On the conservative end, in 2010, Simon Heffer’s notoriously intolerant Strictly English says:

hopefully, has been extracted from its correct usage […] What the writer meant was “it is to be hoped,” “I hope,” or “one hopes” […] This tiresome usage is now so ubiquitous that those who object to it are sometimes dismissed as pedants. It remains wrong, and only a barbarous writer with a low estimation of his readers would try to pass it off as respectable prose.

Despite corpus evidence, which shows that about 75% of all uses of hopefully are actually used to convey the attitude “it is to be hoped,” Heffer considers the use simply wrong, and blames American influence in British English for it.

In Grammar Girl’s Quick and Dirty Tips for Better Writing (2008), Grammar Girl Mignon Fogarty gives advice that is both factual and strategic:

Although it isn’t wrong, don’t start a sentence with hopefully—too many people believe it’s wrong.

The HUGE database contains similar levels of detail for 122 other usage issues throughout the ages, including data: singular vs. plural; different to, from or than; they as a gender-neutral singular pronoun; and could of for could have. Although describing them all here would be a book in itself, more on these types of issues and how we made the database can be found at the project blog, Bridging the Unbridgeable: linguists, prescriptivists and the general public.

One of the general issues that we’ve noticed in creating HUGE is that newer usage guides tend to discuss a greater number of usage problems than older ones do. This suggests that more usage problems are “discovered” than disappear, either by being “forgotten” about or resolved. Furthermore, the database mainly contains usage problems relating to grammatical issues rather than word-choice or spelling. It seems then, that grammatical issues don’t easily “go out of fashion,” something that happens more easily with problems of word choice, spelling or pronunciation. The number of problems probably increases because writers of usage guides base themselves on existing guides and grammars, and add their pet peeves. What also plays a role is that usage guides continue to mention specific usage items, even if just to mention that they are no longer problematic—although if you have to explicitly mention that something is no longer an issue, it clearly still is.
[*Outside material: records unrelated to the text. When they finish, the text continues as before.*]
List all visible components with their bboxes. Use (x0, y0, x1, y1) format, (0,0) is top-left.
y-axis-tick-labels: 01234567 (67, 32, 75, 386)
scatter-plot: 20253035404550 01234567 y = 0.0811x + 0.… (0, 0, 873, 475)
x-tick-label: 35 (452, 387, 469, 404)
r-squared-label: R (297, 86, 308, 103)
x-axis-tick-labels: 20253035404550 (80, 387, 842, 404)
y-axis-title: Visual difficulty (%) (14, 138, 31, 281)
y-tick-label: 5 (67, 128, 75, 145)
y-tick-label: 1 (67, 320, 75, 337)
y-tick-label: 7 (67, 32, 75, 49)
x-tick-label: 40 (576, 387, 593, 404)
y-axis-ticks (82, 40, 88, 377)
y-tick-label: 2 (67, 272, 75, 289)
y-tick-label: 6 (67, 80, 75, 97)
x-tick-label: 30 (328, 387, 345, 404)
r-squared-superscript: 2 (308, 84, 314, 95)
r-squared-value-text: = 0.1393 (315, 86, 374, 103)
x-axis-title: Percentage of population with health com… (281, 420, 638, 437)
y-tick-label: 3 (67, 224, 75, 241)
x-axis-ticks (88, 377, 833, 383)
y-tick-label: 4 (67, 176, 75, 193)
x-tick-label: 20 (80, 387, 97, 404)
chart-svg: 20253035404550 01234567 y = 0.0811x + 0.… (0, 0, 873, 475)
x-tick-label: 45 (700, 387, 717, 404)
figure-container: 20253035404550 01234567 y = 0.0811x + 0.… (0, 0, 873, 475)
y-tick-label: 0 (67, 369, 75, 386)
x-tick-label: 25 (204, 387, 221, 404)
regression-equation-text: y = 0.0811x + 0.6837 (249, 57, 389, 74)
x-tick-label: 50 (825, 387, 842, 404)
Like the linguist Anne Curzan, whose TEDx talk asks us to critically examine who’s making a dictionary just as we would consider the author of any other text, HUGE shows us how even published advice-givers aren’t a monolith. What we consider “standard English” changes from decade to decade, and the source of a usage guide can be a well-balanced panel of experts, some crank who just gets hilariously angry about how kids talk these days, or anyone in between.

*Correction: August 7, 2014. This post originally misspelled Follett.